Page 412 - Provinces, that there are few old residents of the interior of those districts who are not able to testify to its truth as a matter of personal observation. My own recollection suggests to me many instances of this sort, and I remember one case...
Page 228 - Ye do it to me, when ye do it to these ' ? IV. So he went. And we past to this ward where the younger children are laid: Here is the cot of our orphan, our darling, our meek little maid; Empty you see just now ! We have lost her who loved her so much — Patient of pain tho...

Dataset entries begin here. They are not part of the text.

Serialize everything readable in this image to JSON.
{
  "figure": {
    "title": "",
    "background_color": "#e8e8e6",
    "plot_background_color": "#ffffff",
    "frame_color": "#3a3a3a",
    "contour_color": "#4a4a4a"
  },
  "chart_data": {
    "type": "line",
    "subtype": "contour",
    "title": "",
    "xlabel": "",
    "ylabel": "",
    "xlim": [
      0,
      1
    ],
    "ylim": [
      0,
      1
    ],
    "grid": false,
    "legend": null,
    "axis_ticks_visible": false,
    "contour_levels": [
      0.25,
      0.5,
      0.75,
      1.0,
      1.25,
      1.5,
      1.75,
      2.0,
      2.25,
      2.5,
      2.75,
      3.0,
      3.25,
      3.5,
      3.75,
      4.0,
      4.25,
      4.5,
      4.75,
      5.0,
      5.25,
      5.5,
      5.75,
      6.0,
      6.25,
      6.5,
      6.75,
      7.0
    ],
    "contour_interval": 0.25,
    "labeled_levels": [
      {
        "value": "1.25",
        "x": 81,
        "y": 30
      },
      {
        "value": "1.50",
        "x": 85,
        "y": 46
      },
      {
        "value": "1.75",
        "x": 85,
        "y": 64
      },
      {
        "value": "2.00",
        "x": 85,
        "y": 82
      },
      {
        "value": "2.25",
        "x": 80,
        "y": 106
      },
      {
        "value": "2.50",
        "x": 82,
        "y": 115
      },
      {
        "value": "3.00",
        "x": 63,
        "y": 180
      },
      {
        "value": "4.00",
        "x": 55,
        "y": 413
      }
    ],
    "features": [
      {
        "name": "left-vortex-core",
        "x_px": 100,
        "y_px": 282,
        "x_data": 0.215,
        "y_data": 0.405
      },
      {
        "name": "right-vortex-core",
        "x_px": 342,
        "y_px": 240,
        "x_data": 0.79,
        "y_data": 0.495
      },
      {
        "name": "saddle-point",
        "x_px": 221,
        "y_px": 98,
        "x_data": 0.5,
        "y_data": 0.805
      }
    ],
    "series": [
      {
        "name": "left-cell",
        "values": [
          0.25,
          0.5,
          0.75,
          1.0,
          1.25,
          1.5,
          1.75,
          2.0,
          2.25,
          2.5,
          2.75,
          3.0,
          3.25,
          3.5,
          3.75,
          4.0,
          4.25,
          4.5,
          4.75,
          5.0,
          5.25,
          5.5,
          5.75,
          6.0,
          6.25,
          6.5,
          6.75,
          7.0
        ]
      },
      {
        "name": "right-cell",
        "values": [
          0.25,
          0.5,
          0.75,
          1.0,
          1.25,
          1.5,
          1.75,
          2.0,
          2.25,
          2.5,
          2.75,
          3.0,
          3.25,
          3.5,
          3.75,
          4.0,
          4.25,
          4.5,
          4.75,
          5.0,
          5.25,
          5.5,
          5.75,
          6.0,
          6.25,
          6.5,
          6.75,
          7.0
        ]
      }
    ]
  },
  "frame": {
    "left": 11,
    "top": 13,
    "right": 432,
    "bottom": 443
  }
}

Page 228 - Hers was the gratefullest heart I have found in a child of her years — Nay you remember our Emmie ; you used to send her the flowers ; How she would smile at 'em, play with 'em, talk to 'em hours after hours ! They that can wander at will where the works of the Lord are reveal'd Little guess what joy can be got from a cowslip out of the field ; Flowers to these
Page 466 - With silver crest and golden eye, That welcomes every changing hour, And weathers every sky. The prouder beauties of the field In gay but quick succession shine, Race after race their honours yield, They flourish and decline.
Page 81 - all things were made, and without whom was not anything made that was made.
Page 348 - It has been shown experimentally that, with only moderate watering, the summer spores will penetrate the soil to a depth of several inches, consequently " hilling up '' will not protect. The probabilities are, also, that no substances can be dusted upon or otherwise applied to the growing plants with much benefit. If some varieties of the potato are less subject to the rot than others, a thing not improbable, the .present state of our knowledge does not enable us to say positively which they are.
Page 411 - The rivulets and creeks and rivers had a perpetual flow. These have now changed. The rivulets and creeks are now dried up in summer, and the fish so often caught by me in earlier years are gone. Not one spring in a thousand remains.
Page 236 - God to grow every tree that is pleasant to the sight and good for food ; and the Lord God took the man and put him into the garden, to dress it and to keep it.
Page 335 - Give fools their gold, and knaves their power ; Let fortune's bubbles rise and fall ; Who sows a field, or trains a flower, Or plants a tree, is more than all. For he who blesses most is blest ; And God and man shall own his worth Who toils to leave as his bequest An added beauty to the earth.